On Jul 20, 9:27 am, sturlamolden <[email protected]> wrote:
> On 20 Jul, 16:17, Mel <[email protected]> wrote:
>
> > OTOH, if you intend to re-use the Dialog object, it's not a memory leak.
>
> It cannot be reused if you don't have any references pointing to it.
> Sure it is nice to have dialogs that can be hidden and re-displayed,
> but only those that can be accessed again.
I find that keeping a dialog alive (and hidden) is bad practice EXCEPT
in the case where a dialog will be used many, many times in an
application. Since that kind of re-usage is rare destroying the dialog
and freeing the graphical resources it consumes is important.
However a dialog should handle it's own state. That is, and
application should never have to keep up with dialog default values
and re-insert then every time, NO, the dialog should do this all by
itself.
My solution is to create a simple container class that creates and
destroys the dialog as needed (when show is called) however keeps a
state of the last user inputs so the main application does not have
to.
class Dialog():
def __init__(self):
self.state = []
# the dialog IS NOT created here!
def show(self):
# Create the dialog here
# and load any initial values
# from self.state.
def cb_okbutton(self):
# Process the inputs, store the
# current values in self.state
# and destroy.
def cb_cancelbutton(self)
# destroy the dialog.
This is a proper design pattern for all GUI dialogs.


DESCRIPTION OF THE TASK
For this exercise, print the records below verbatim.

GIVEN DATA
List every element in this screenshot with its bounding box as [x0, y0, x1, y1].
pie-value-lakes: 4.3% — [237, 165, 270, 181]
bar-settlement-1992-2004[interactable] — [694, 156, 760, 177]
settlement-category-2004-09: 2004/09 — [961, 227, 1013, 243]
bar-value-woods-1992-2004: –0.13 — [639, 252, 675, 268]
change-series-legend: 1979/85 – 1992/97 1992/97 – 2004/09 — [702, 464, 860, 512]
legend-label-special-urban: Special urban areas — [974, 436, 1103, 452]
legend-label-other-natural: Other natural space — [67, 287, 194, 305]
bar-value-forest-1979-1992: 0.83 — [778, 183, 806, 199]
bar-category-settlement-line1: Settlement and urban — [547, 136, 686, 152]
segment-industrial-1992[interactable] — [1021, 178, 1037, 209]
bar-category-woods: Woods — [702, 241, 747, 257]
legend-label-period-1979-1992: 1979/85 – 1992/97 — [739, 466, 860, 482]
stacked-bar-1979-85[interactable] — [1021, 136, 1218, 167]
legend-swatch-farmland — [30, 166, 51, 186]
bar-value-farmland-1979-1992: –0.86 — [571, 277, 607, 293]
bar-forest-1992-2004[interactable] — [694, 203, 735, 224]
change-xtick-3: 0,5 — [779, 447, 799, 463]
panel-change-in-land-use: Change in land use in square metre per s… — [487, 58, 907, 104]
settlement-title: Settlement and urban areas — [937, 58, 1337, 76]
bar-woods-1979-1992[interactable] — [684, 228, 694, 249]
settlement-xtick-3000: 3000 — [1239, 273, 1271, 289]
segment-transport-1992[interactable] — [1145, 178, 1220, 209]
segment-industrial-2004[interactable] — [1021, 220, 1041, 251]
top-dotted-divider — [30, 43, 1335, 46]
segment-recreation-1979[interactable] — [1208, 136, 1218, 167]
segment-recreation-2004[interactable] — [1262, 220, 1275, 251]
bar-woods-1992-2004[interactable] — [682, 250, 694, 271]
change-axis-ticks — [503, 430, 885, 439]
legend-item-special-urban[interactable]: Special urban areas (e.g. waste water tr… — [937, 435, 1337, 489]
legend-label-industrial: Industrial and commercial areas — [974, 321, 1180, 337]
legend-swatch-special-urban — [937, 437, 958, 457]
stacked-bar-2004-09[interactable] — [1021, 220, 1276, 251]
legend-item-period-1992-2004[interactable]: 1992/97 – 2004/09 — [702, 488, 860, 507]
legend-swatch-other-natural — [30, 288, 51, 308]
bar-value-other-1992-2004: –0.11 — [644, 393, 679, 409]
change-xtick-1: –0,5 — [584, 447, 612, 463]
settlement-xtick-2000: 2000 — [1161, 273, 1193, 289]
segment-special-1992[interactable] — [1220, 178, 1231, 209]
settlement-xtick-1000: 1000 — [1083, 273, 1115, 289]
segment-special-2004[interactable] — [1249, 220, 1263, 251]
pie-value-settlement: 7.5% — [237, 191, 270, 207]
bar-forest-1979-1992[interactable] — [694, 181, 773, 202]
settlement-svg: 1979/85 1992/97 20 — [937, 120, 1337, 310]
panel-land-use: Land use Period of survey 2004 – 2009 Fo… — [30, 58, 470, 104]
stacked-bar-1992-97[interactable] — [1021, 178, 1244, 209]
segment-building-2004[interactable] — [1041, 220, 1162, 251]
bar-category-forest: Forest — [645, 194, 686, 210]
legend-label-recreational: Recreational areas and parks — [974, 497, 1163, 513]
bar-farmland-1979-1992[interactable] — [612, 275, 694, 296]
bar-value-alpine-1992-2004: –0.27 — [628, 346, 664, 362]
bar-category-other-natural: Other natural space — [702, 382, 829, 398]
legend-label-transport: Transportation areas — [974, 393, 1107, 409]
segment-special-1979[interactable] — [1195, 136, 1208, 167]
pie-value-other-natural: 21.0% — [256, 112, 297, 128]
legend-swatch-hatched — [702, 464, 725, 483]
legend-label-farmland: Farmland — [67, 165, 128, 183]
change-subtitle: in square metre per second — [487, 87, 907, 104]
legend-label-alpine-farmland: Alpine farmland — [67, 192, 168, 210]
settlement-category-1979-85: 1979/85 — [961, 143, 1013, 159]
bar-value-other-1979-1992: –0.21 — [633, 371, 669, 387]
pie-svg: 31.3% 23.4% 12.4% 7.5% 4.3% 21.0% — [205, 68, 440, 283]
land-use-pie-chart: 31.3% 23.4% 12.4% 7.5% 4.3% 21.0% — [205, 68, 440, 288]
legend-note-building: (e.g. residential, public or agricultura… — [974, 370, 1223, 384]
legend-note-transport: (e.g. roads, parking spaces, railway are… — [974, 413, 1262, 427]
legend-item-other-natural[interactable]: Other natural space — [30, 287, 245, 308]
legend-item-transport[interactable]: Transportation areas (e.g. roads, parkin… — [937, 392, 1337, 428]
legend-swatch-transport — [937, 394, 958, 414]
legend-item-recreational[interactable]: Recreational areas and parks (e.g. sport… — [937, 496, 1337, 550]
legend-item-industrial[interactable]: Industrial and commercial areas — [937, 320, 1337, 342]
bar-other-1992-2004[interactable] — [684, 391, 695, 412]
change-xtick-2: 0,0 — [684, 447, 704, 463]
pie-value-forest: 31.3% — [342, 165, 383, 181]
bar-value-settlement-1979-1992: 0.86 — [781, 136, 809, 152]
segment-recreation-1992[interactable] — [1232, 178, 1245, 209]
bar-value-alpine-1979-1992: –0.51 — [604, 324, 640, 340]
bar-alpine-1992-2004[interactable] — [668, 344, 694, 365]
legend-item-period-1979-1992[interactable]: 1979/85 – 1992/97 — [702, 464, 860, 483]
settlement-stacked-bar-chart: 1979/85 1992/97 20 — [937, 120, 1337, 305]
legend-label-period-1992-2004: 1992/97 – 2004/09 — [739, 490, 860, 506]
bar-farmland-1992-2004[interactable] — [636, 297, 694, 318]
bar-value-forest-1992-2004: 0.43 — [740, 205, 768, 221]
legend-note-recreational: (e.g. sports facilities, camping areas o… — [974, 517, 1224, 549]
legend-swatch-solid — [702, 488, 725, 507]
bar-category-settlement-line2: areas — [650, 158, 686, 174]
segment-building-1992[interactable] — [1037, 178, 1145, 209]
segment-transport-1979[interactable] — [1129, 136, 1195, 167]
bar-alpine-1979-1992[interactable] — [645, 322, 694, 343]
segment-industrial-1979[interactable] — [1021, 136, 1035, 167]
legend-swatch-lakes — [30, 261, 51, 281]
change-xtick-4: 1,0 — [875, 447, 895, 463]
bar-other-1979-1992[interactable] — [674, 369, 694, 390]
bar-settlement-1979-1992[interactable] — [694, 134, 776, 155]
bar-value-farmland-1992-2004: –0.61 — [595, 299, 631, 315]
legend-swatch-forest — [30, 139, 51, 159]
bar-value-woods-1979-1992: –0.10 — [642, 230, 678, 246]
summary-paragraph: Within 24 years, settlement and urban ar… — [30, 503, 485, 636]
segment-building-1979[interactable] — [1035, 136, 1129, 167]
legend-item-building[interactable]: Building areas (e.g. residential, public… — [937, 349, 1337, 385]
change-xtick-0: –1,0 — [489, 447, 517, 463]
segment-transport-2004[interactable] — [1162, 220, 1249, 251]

SOLUTION FOR THIS EXERCISE
List every element in this screenshot with its bounding box as [x0, y0, x1, y1].
pie-value-lakes: 4.3% — [237, 165, 270, 181]
bar-settlement-1992-2004[interactable] — [694, 156, 760, 177]
settlement-category-2004-09: 2004/09 — [961, 227, 1013, 243]
bar-value-woods-1992-2004: –0.13 — [639, 252, 675, 268]
change-series-legend: 1979/85 – 1992/97 1992/97 – 2004/09 — [702, 464, 860, 512]
legend-label-special-urban: Special urban areas — [974, 436, 1103, 452]
legend-label-other-natural: Other natural space — [67, 287, 194, 305]
bar-value-forest-1979-1992: 0.83 — [778, 183, 806, 199]
bar-category-settlement-line1: Settlement and urban — [547, 136, 686, 152]
segment-industrial-1992[interactable] — [1021, 178, 1037, 209]
bar-category-woods: Woods — [702, 241, 747, 257]
legend-label-period-1979-1992: 1979/85 – 1992/97 — [739, 466, 860, 482]
stacked-bar-1979-85[interactable] — [1021, 136, 1218, 167]
legend-swatch-farmland — [30, 166, 51, 186]
bar-value-farmland-1979-1992: –0.86 — [571, 277, 607, 293]
bar-forest-1992-2004[interactable] — [694, 203, 735, 224]
change-xtick-3: 0,5 — [779, 447, 799, 463]
panel-change-in-land-use: Change in land use in square metre per s… — [487, 58, 907, 104]
settlement-title: Settlement and urban areas — [937, 58, 1337, 76]
bar-woods-1979-1992[interactable] — [684, 228, 694, 249]
settlement-xtick-3000: 3000 — [1239, 273, 1271, 289]
segment-transport-1992[interactable] — [1145, 178, 1220, 209]
segment-industrial-2004[interactable] — [1021, 220, 1041, 251]
top-dotted-divider — [30, 43, 1335, 46]
segment-recreation-1979[interactable] — [1208, 136, 1218, 167]
segment-recreation-2004[interactable] — [1262, 220, 1275, 251]
bar-woods-1992-2004[interactable] — [682, 250, 694, 271]
change-axis-ticks — [503, 430, 885, 439]
legend-item-special-urban[interactable]: Special urban areas (e.g. waste water tr… — [937, 435, 1337, 489]
legend-label-industrial: Industrial and commercial areas — [974, 321, 1180, 337]
legend-swatch-special-urban — [937, 437, 958, 457]
stacked-bar-2004-09[interactable] — [1021, 220, 1276, 251]
legend-item-period-1992-2004[interactable]: 1992/97 – 2004/09 — [702, 488, 860, 507]
legend-swatch-other-natural — [30, 288, 51, 308]
bar-value-other-1992-2004: –0.11 — [644, 393, 679, 409]
change-xtick-1: –0,5 — [584, 447, 612, 463]
settlement-xtick-2000: 2000 — [1161, 273, 1193, 289]
segment-special-1992[interactable] — [1220, 178, 1231, 209]
settlement-xtick-1000: 1000 — [1083, 273, 1115, 289]
segment-special-2004[interactable] — [1249, 220, 1263, 251]
pie-value-settlement: 7.5% — [237, 191, 270, 207]
bar-forest-1979-1992[interactable] — [694, 181, 773, 202]
settlement-svg: 1979/85 1992/97 20 — [937, 120, 1337, 310]
panel-land-use: Land use Period of survey 2004 – 2009 Fo… — [30, 58, 470, 104]
stacked-bar-1992-97[interactable] — [1021, 178, 1244, 209]
segment-building-2004[interactable] — [1041, 220, 1162, 251]
bar-category-forest: Forest — [645, 194, 686, 210]
legend-label-recreational: Recreational areas and parks — [974, 497, 1163, 513]
bar-farmland-1979-1992[interactable] — [612, 275, 694, 296]
bar-value-alpine-1992-2004: –0.27 — [628, 346, 664, 362]
bar-category-other-natural: Other natural space — [702, 382, 829, 398]
legend-label-transport: Transportation areas — [974, 393, 1107, 409]
segment-special-1979[interactable] — [1195, 136, 1208, 167]
pie-value-other-natural: 21.0% — [256, 112, 297, 128]
legend-swatch-hatched — [702, 464, 725, 483]
legend-label-farmland: Farmland — [67, 165, 128, 183]
change-subtitle: in square metre per second — [487, 87, 907, 104]
legend-label-alpine-farmland: Alpine farmland — [67, 192, 168, 210]
settlement-category-1979-85: 1979/85 — [961, 143, 1013, 159]
bar-value-other-1979-1992: –0.21 — [633, 371, 669, 387]
pie-svg: 31.3% 23.4% 12.4% 7.5% 4.3% 21.0% — [205, 68, 440, 283]
land-use-pie-chart: 31.3% 23.4% 12.4% 7.5% 4.3% 21.0% — [205, 68, 440, 288]
legend-note-building: (e.g. residential, public or agricultura… — [974, 370, 1223, 384]
legend-note-transport: (e.g. roads, parking spaces, railway are… — [974, 413, 1262, 427]
legend-item-other-natural[interactable]: Other natural space — [30, 287, 245, 308]
legend-item-transport[interactable]: Transportation areas (e.g. roads, parkin… — [937, 392, 1337, 428]
legend-swatch-transport — [937, 394, 958, 414]
legend-item-recreational[interactable]: Recreational areas and parks (e.g. sport… — [937, 496, 1337, 550]
legend-item-industrial[interactable]: Industrial and commercial areas — [937, 320, 1337, 342]
bar-other-1992-2004[interactable] — [684, 391, 695, 412]
change-xtick-2: 0,0 — [684, 447, 704, 463]
pie-value-forest: 31.3% — [342, 165, 383, 181]
bar-value-settlement-1979-1992: 0.86 — [781, 136, 809, 152]
segment-recreation-1992[interactable] — [1232, 178, 1245, 209]
bar-value-alpine-1979-1992: –0.51 — [604, 324, 640, 340]
bar-alpine-1992-2004[interactable] — [668, 344, 694, 365]
legend-item-period-1979-1992[interactable]: 1979/85 – 1992/97 — [702, 464, 860, 483]
settlement-stacked-bar-chart: 1979/85 1992/97 20 — [937, 120, 1337, 305]
legend-label-period-1992-2004: 1992/97 – 2004/09 — [739, 490, 860, 506]
bar-farmland-1992-2004[interactable] — [636, 297, 694, 318]
bar-value-forest-1992-2004: 0.43 — [740, 205, 768, 221]
legend-note-recreational: (e.g. sports facilities, camping areas o… — [974, 517, 1224, 549]
legend-swatch-solid — [702, 488, 725, 507]
bar-category-settlement-line2: areas — [650, 158, 686, 174]
segment-building-1992[interactable] — [1037, 178, 1145, 209]
segment-transport-1979[interactable] — [1129, 136, 1195, 167]
bar-alpine-1979-1992[interactable] — [645, 322, 694, 343]
segment-industrial-1979[interactable] — [1021, 136, 1035, 167]
legend-swatch-lakes — [30, 261, 51, 281]
change-xtick-4: 1,0 — [875, 447, 895, 463]
bar-other-1979-1992[interactable] — [674, 369, 694, 390]
bar-settlement-1979-1992[interactable] — [694, 134, 776, 155]
bar-value-farmland-1992-2004: –0.61 — [595, 299, 631, 315]
legend-swatch-forest — [30, 139, 51, 159]
bar-value-woods-1979-1992: –0.10 — [642, 230, 678, 246]
summary-paragraph: Within 24 years, settlement and urban ar… — [30, 503, 485, 636]
segment-building-1979[interactable] — [1035, 136, 1129, 167]
legend-item-building[interactable]: Building areas (e.g. residential, public… — [937, 349, 1337, 385]
change-xtick-0: –1,0 — [489, 447, 517, 463]
segment-transport-2004[interactable] — [1162, 220, 1249, 251]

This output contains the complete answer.